Why knowledge workers are expensive

news
Jan 10, 20062 mins

Columnists’ Corner: What with consultants being much better at moving equipment than data, and the high-priced folks who actually understand that data getting laid-off amid an acquisition, our IT Off the Record author found himself in the belly of a Great White Shark, so to speak. But they weren’t paying him enough to stick around rather than start his own business, so he fought his way out, only to learn that with no knowledge workers left the project was still lingering 18 months later.

The news beat: Publishing titan Rupert Murdoch predicts a decline in portals and says that News Corp. is bullish on building social networking sites. An IBM official cautions customers that burned CD’s have a shorter lifespan than pressed CDs. In another story, Big Blue is leading an effort to improve the quality of patents and speed up the patent approval process.

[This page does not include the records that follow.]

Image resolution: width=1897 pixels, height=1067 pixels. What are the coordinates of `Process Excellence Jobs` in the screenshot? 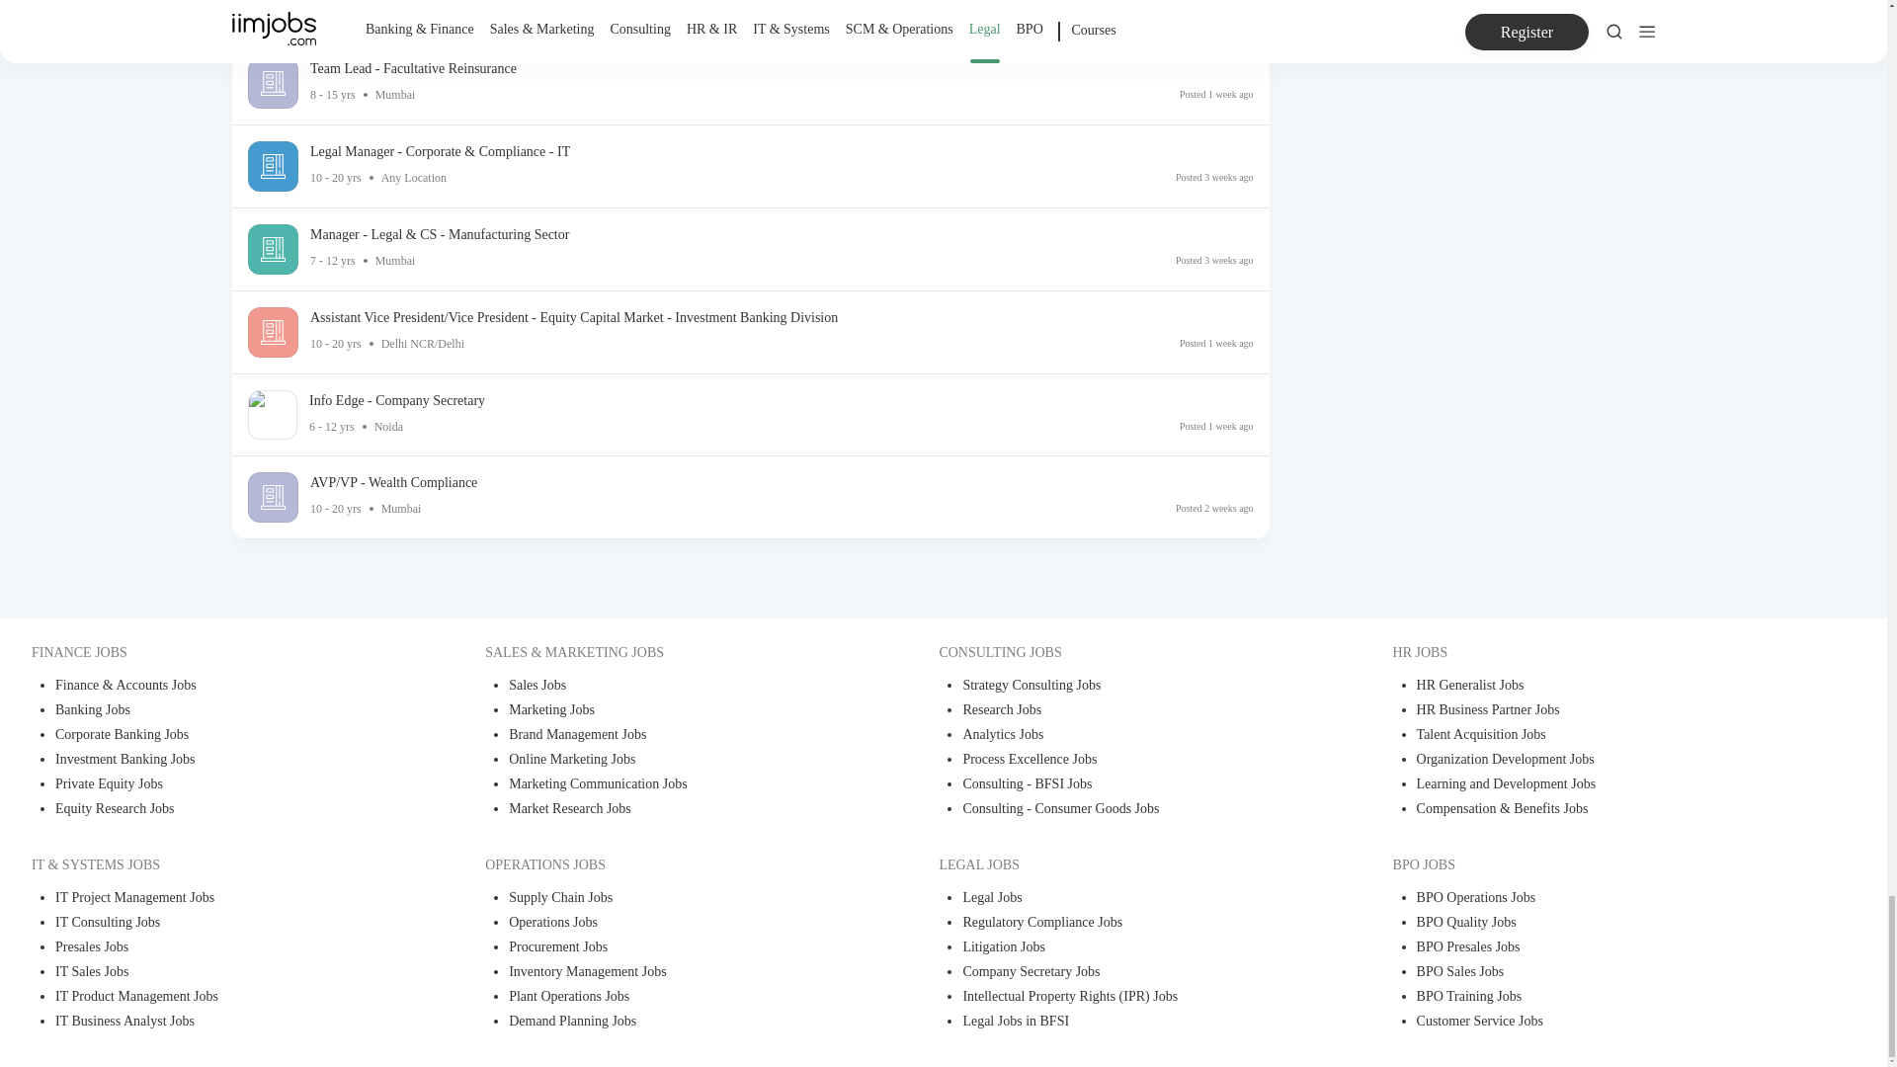 It's located at (1132, 761).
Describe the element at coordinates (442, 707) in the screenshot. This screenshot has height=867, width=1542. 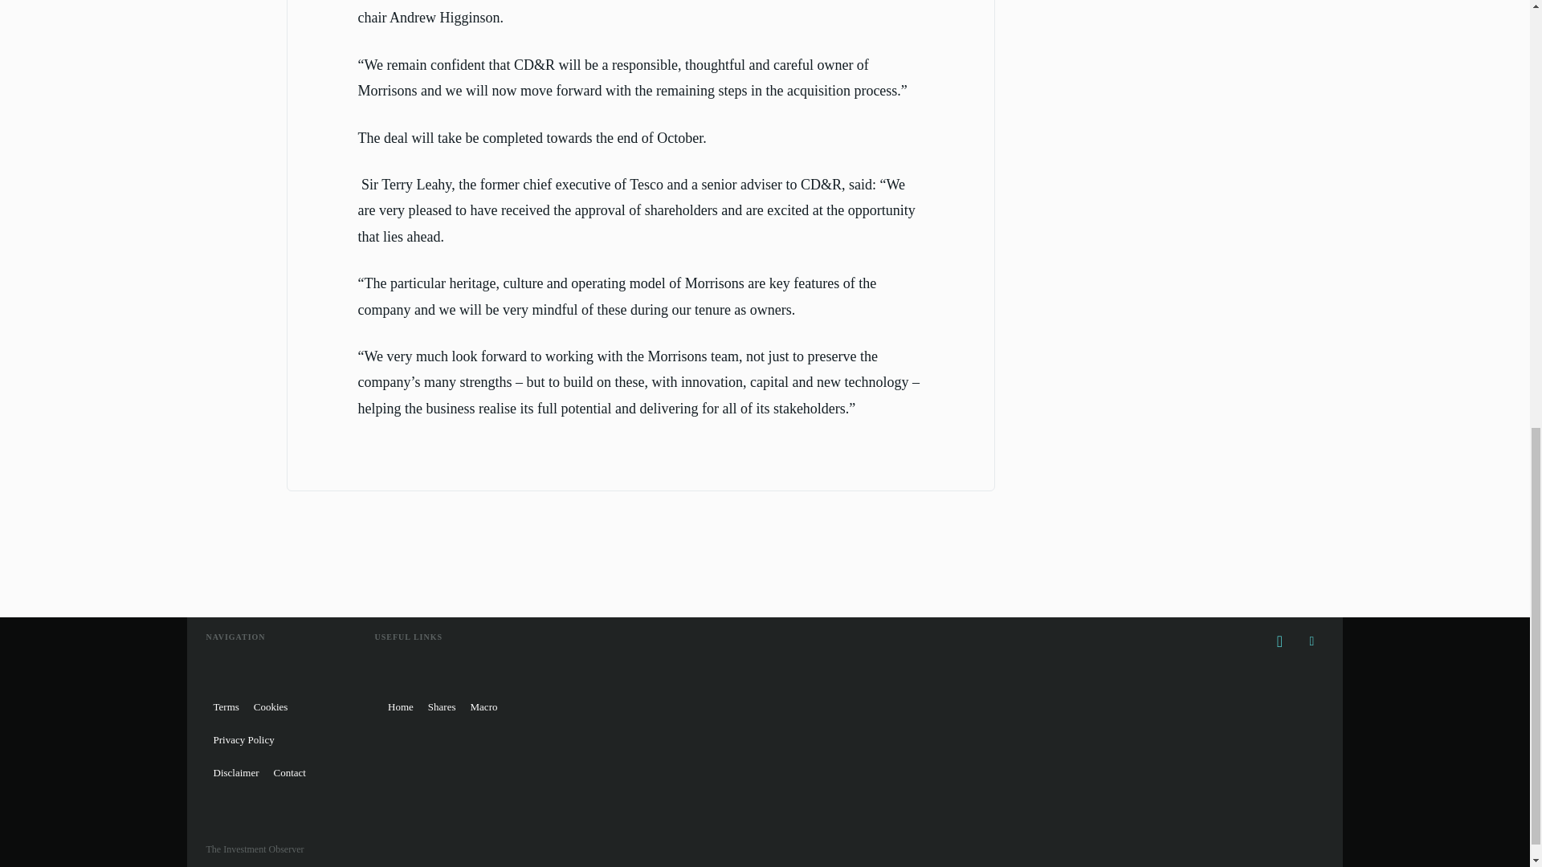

Open source: MySQL gets the U.S. government’s stamp of approval in the form of a five-year contract that will make it easier for government customers to buy the open source database. Novell kicks off AppArmor, a Linux application security program, and will donate the AppArmor technology it acquired last year from Immunix to the project.

Hot review: The ShoreTel 6 IP PBX had Wayne Rash scratching his head and wondering if perhaps it was too easy to be true. “Surely, I thought, there must be a point at which the ShoreTel PBX becomes a pain in the neck,” Rash writes in his review. “I thought wrong.”